[1]  See notes on Titian in Vasari’s Lives of the Painters, edited by E. H. and E. W. Blashfield and A. A. Hopkins.

[2]  Notes on Titian in Vasari’s Lives of the Painters, by E. H. and E. W. Blashfield and A. A. Hopkins.

[3]  Claude Phillips.

[4]  Compiled from the Index to Titian: His Life and Times, by Crowe and Cavalcaselle.

[5]  As the various so-called portraits of Vesalius are said to have little in common upon which to base a resemblance, one is almost tempted to set up a theory that this portrait may be that of the great anatomist.

[6]  1 Samuel, chapter i., verses 11, 24-28.

[7]  The Golden Legend, in Caxton’s translation, edited by F. S. Ellis (Temple Classics, vol. v., pp. 101, 102). The story is retold in Mrs. Jameson’s Legends of the Madonna, p. 197.

[8]  For instance, Lavinia, Flora, and the Man with the Glove.

[9]  See the Acts of the Apostles, chapters vi. and vii.

[10] The lives of St. Jerome and St. George are related in detail in The Golden Legend. See Caxton’s translation edited by F. S. Ellis (Temple Classics), vol. v., pages 199-208, for St. Jerome, vol. iii., pages 125-134, for St. George. Mrs. Jameson’s Sacred and Legendary Art contains condensed accounts of the same two saints. See page 280 for St. Jerome and page 391 for St. George.

[11] See the story as related in Mrs. Jameson’s Sacred and Legendary Art, page 433, and in H. E. Scudder’s Book of Legends.

[12] Claude Phillips.

[13] Matthew, chapter xxii., verses 34-40.

[14] Others are the Venus of the Uffizi Gallery, Florence, and the Girl in the Fur Cloak in the Belvedere, Vienna.

[15] See page 15.

[16] In the later Venetian art, as in the pictures by Veronese, we see more elaborate costumes.

[17] See Book VII. in Henry King’s translation, from which the quotations here are drawn. The same story is delightfully modernized in Hawthorne’s Tanglewood Tales and Kingsley’s Greek Heroes.

[18] See the volume on Greek Sculpture in the Riverside Art Series, chap. xiii.

[19] In our reproduction a small portion of the landscape is cut off at each end.

[20] From Gareth and Lynette.

[21] From Guinevere.

[22] This analysis of Mary’s character is suggested in the Introduction to Mrs. Jameson’s Legends of the Madonna, p. 28.

[23] See the volume on Murillo in the Riverside Art Series, Chapter I.

[24] See The Golden Legend, in Caxton’s translation, edited by F. S. Ellis (Temple Classics), vol. iv., pages 238, 239, 245.

[25] Mrs. Jameson in Sacred and Legendary Art, page 74.

[26] See page 57.

[27] This feature of the picture is pointed out by John Van Dyke in his notes on Closson’s engraving of the subject.

[28] It should be remembered that a portion of Elizabeth’s reign (1538-1603) fell within Titian’s lifetime.

[29] See Elements of Drawing, Lecture III.

[30] Luke, chapter iii., verse 6.

[31] Luke, chapter iii., verses 21, 22.

[32] John, chapter i., verses 29-30.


WHAT THE EXERCISE ASKS: Among the entries below, please show each line that carries the word "hours".

DATA FOR REVIEW:
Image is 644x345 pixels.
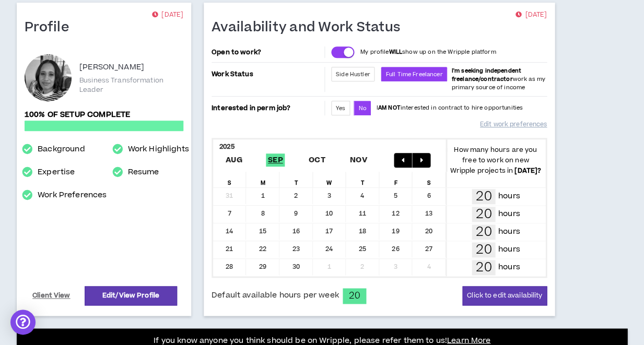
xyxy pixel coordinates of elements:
[128,143,189,155] a: Work Highlights
[24,19,76,36] h1: Profile
[497,261,520,273] p: hours
[376,104,523,112] p: I interested in contract to hire opportunities
[11,309,35,334] div: Open Intercom Messenger
[79,75,183,94] p: Business Transformation Leader
[280,172,313,187] div: T
[24,109,183,120] p: 100% of setup complete
[335,104,345,112] span: Yes
[497,190,520,202] p: hours
[358,104,366,112] span: No
[497,243,520,255] p: hours
[361,48,496,57] p: My profile show up on the Wripple platform
[219,142,235,151] b: 2025
[452,66,521,83] b: I'm seeking independent freelance/contractor
[24,54,72,102] div: Latoya A.
[452,66,545,92] span: work as my primary source of income
[445,145,545,176] p: How many hours are you free to work on new Wripple projects in
[38,166,75,179] a: Expertise
[514,166,541,175] b: [DATE] ?
[246,172,280,187] div: M
[211,48,322,57] p: Open to work?
[211,19,407,36] h1: Availability and Work Status
[379,172,413,187] div: F
[211,101,322,115] p: Interested in perm job?
[497,226,520,237] p: hours
[223,154,245,166] span: Aug
[211,289,338,301] span: Default available hours per week
[213,172,246,187] div: S
[389,48,402,56] strong: WILL
[335,70,371,78] span: Side Hustler
[38,189,106,201] a: Work Preferences
[85,286,177,305] a: Edit/View Profile
[378,104,400,111] strong: AM NOT
[38,143,85,155] a: Background
[313,172,346,187] div: W
[497,208,520,219] p: hours
[479,115,546,134] a: Edit work preferences
[307,154,327,166] span: Oct
[266,154,285,166] span: Sep
[345,172,379,187] div: T
[412,172,445,187] div: S
[152,10,183,21] p: [DATE]
[515,10,547,21] p: [DATE]
[462,286,547,305] button: Click to edit availability
[211,66,322,82] p: Work Status
[348,154,369,166] span: Nov
[79,61,144,74] p: [PERSON_NAME]
[128,166,159,179] a: Resume
[31,287,72,305] a: Client View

SOLVED PROBLEM:
[497,261,520,273] p: hours
[497,190,520,202] p: hours
[497,243,520,255] p: hours
[445,145,545,176] p: How many hours are you free to work on new Wripple projects in
[497,226,520,237] p: hours
[211,289,338,301] span: Default available hours per week
[497,208,520,219] p: hours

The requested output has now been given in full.